The Power of the Dog Named Best Picture by Utah Film Critics Associationa

Jane Campion’s The Power of the Dog has been named Best Picture by the Utah Film Critics Association. The film also picked up Best Director for Campion, Best Supporting Actor for Kodi Smit-McPhee, and Best Score for Jonny Greenwood. Elsewhere, Flee took out both Best Non-English Language Film and Best Animated Film, while Tony Leung received the Vice/Martin Award for outstanding performance in a science fiction, horror or fantasy film for Shang-Chi and the Legend of the Ten Rings.

Full list of winners and runners-up below.

Best Picture
The Power of the Dog
Runner-up: CODA

Best Director
Jane Campion – The Power of the Dog
Runner-up: Steven Spielberg – West Side Story

Best Actor
Nicolas Cage – Pig
Runners-up: Andrew Garfield – tick, tick… BOOM!

Best Actress
Emilia Jones – CODA
Runner-up: Olivia Colman – The Lost Daughter

Best Supporting Actor
Kodi Smit-McPhee – The Power of the Dog
Runner-up: Troy Kotsur – CODA

Best Supporting Actress
Ann Dowd – Mass
Runner-up: Ariana DeBose – West Side Story

Best Original Screenplay
Michael Rianda & Jeff Rowe – The Mitchells vs. the Machines
Runner-up: Fran Kranz – Mass

Best Adapted Screenplay
Siân Heder – CODA
Runner-up: Maggie Gyllenhaal – The Lost Daughter

Best Cinematography
Andrew Droz Palermo – The Green Knight
Runner-up: Bruno Delbonnel – The Tragedy of Macbeth

Best Score
Jonny Greenwood – The Power of the Dog
Runner-up: Bo Burnham – Bo Burnham: Inside

Best Editing
West Side Story
Runners-up (tie): tick, tick… BOOM!, The Tragedy of Macbeth

Best Documentary
The First Wave
Runner-up: Flee

Best Animated Film
Flee
Runner-up: The Mitchells vs. the Machines

Best Non-English Language Film
Flee
Runner-up: A Hero

Vice/Martin Award (for outstanding performance in a science fiction, horror or fantasy film)
Tony Leung – Shang-Chi and the Legend of the Ten Rings
Runner-up: Dev Patel – The Green Knight

Author: Doug Jamieson

From musicals to horror and everything in between, Doug has an eclectic taste in films. Both a champion of independent cinema and a defender of more mainstream fare, he prefers to find an equal balance between two worlds often at odds with each other. A film critic by trade but a film fan at heart, Doug also writes for his own website The Jam Report, and Australia’s the AU review.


→ PROBLEM DETAILS
Copy every entry exactly as it reads and exclude whatever pictures appear.

[Dataset rows about figures]
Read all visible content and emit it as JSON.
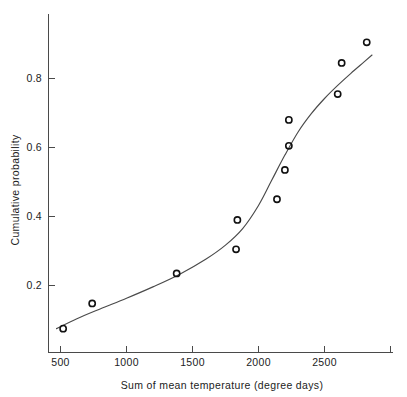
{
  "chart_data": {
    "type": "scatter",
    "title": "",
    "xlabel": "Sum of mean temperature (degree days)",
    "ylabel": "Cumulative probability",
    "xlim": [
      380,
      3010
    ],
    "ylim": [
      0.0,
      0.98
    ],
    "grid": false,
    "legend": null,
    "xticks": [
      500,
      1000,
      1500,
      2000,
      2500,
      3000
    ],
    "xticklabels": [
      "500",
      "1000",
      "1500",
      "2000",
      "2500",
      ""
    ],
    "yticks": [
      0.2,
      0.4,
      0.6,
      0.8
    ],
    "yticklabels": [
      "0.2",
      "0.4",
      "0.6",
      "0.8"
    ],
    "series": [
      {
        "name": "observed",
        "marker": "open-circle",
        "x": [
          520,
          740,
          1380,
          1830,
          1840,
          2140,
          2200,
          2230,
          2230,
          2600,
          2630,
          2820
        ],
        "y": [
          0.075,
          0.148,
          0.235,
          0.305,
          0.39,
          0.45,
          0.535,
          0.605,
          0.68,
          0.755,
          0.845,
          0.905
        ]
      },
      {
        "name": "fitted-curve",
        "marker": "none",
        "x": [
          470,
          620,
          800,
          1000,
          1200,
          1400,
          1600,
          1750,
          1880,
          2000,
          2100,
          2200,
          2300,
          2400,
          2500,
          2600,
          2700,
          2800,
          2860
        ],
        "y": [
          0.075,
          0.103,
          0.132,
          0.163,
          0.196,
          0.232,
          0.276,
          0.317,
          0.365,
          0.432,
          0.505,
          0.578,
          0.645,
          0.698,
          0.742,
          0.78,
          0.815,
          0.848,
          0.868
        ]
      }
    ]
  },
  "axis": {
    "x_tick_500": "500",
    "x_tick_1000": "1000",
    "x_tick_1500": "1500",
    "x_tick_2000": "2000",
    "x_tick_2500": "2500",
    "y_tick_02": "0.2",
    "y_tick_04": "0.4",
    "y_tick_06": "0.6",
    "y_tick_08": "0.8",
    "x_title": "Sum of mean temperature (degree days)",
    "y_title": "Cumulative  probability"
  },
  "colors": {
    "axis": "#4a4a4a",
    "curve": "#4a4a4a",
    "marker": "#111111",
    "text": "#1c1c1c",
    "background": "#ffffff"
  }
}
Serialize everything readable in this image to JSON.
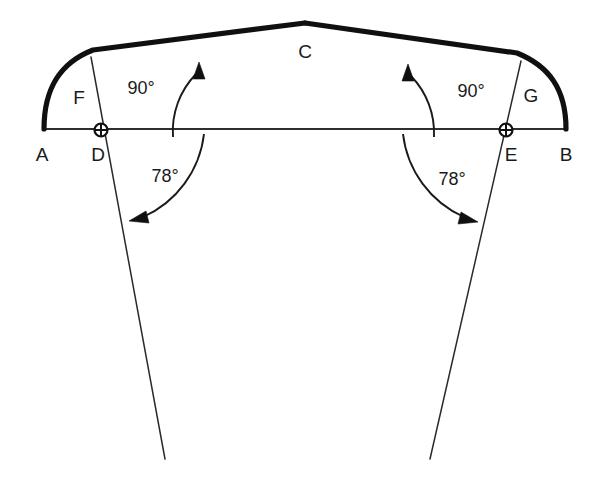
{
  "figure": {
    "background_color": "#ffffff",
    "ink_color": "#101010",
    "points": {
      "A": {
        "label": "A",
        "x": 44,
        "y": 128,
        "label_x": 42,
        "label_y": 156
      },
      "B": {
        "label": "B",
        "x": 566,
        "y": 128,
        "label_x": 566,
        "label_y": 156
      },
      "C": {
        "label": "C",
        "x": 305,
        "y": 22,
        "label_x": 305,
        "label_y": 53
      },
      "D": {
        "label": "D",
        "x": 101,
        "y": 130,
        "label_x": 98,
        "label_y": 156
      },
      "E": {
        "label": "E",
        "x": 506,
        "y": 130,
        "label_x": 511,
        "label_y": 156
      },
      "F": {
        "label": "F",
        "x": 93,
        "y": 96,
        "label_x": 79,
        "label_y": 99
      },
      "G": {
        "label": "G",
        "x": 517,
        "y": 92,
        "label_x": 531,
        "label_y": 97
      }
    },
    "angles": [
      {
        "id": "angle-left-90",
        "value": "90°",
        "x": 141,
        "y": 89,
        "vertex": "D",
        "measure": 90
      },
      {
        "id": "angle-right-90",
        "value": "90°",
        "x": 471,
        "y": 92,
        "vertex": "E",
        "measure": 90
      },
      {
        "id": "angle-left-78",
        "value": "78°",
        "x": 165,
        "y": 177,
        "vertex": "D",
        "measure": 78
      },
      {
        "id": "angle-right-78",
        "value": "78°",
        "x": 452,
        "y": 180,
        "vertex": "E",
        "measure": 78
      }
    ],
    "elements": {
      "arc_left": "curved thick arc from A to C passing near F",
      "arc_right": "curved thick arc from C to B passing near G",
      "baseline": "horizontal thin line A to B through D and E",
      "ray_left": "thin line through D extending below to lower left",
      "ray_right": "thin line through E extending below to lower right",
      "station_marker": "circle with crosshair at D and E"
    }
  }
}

→ RESULT
Read all visible content and emit it as JSON.
{
  "chart_data": {
    "type": "scatter",
    "title": "",
    "xlabel": "Sum of mean temperature (degree days)",
    "ylabel": "Cumulative probability",
    "xlim": [
      380,
      3010
    ],
    "ylim": [
      0.0,
      0.98
    ],
    "grid": false,
    "legend": null,
    "xticks": [
      500,
      1000,
      1500,
      2000,
      2500,
      3000
    ],
    "xticklabels": [
      "500",
      "1000",
      "1500",
      "2000",
      "2500",
      ""
    ],
    "yticks": [
      0.2,
      0.4,
      0.6,
      0.8
    ],
    "yticklabels": [
      "0.2",
      "0.4",
      "0.6",
      "0.8"
    ],
    "series": [
      {
        "name": "observed",
        "marker": "open-circle",
        "x": [
          520,
          740,
          1380,
          1830,
          1840,
          2140,
          2200,
          2230,
          2230,
          2600,
          2630,
          2820
        ],
        "y": [
          0.075,
          0.148,
          0.235,
          0.305,
          0.39,
          0.45,
          0.535,
          0.605,
          0.68,
          0.755,
          0.845,
          0.905
        ]
      },
      {
        "name": "fitted-curve",
        "marker": "none",
        "x": [
          470,
          620,
          800,
          1000,
          1200,
          1400,
          1600,
          1750,
          1880,
          2000,
          2100,
          2200,
          2300,
          2400,
          2500,
          2600,
          2700,
          2800,
          2860
        ],
        "y": [
          0.075,
          0.103,
          0.132,
          0.163,
          0.196,
          0.232,
          0.276,
          0.317,
          0.365,
          0.432,
          0.505,
          0.578,
          0.645,
          0.698,
          0.742,
          0.78,
          0.815,
          0.848,
          0.868
        ]
      }
    ]
  },
  "axis": {
    "x_tick_500": "500",
    "x_tick_1000": "1000",
    "x_tick_1500": "1500",
    "x_tick_2000": "2000",
    "x_tick_2500": "2500",
    "y_tick_02": "0.2",
    "y_tick_04": "0.4",
    "y_tick_06": "0.6",
    "y_tick_08": "0.8",
    "x_title": "Sum of mean temperature (degree days)",
    "y_title": "Cumulative  probability"
  },
  "colors": {
    "axis": "#4a4a4a",
    "curve": "#4a4a4a",
    "marker": "#111111",
    "text": "#1c1c1c",
    "background": "#ffffff"
  }
}
Serialize everything readable in this image to JSON.
{
  "figure": {
    "background_color": "#ffffff",
    "ink_color": "#101010",
    "points": {
      "A": {
        "label": "A",
        "x": 44,
        "y": 128,
        "label_x": 42,
        "label_y": 156
      },
      "B": {
        "label": "B",
        "x": 566,
        "y": 128,
        "label_x": 566,
        "label_y": 156
      },
      "C": {
        "label": "C",
        "x": 305,
        "y": 22,
        "label_x": 305,
        "label_y": 53
      },
      "D": {
        "label": "D",
        "x": 101,
        "y": 130,
        "label_x": 98,
        "label_y": 156
      },
      "E": {
        "label": "E",
        "x": 506,
        "y": 130,
        "label_x": 511,
        "label_y": 156
      },
      "F": {
        "label": "F",
        "x": 93,
        "y": 96,
        "label_x": 79,
        "label_y": 99
      },
      "G": {
        "label": "G",
        "x": 517,
        "y": 92,
        "label_x": 531,
        "label_y": 97
      }
    },
    "angles": [
      {
        "id": "angle-left-90",
        "value": "90°",
        "x": 141,
        "y": 89,
        "vertex": "D",
        "measure": 90
      },
      {
        "id": "angle-right-90",
        "value": "90°",
        "x": 471,
        "y": 92,
        "vertex": "E",
        "measure": 90
      },
      {
        "id": "angle-left-78",
        "value": "78°",
        "x": 165,
        "y": 177,
        "vertex": "D",
        "measure": 78
      },
      {
        "id": "angle-right-78",
        "value": "78°",
        "x": 452,
        "y": 180,
        "vertex": "E",
        "measure": 78
      }
    ],
    "elements": {
      "arc_left": "curved thick arc from A to C passing near F",
      "arc_right": "curved thick arc from C to B passing near G",
      "baseline": "horizontal thin line A to B through D and E",
      "ray_left": "thin line through D extending below to lower left",
      "ray_right": "thin line through E extending below to lower right",
      "station_marker": "circle with crosshair at D and E"
    }
  }
}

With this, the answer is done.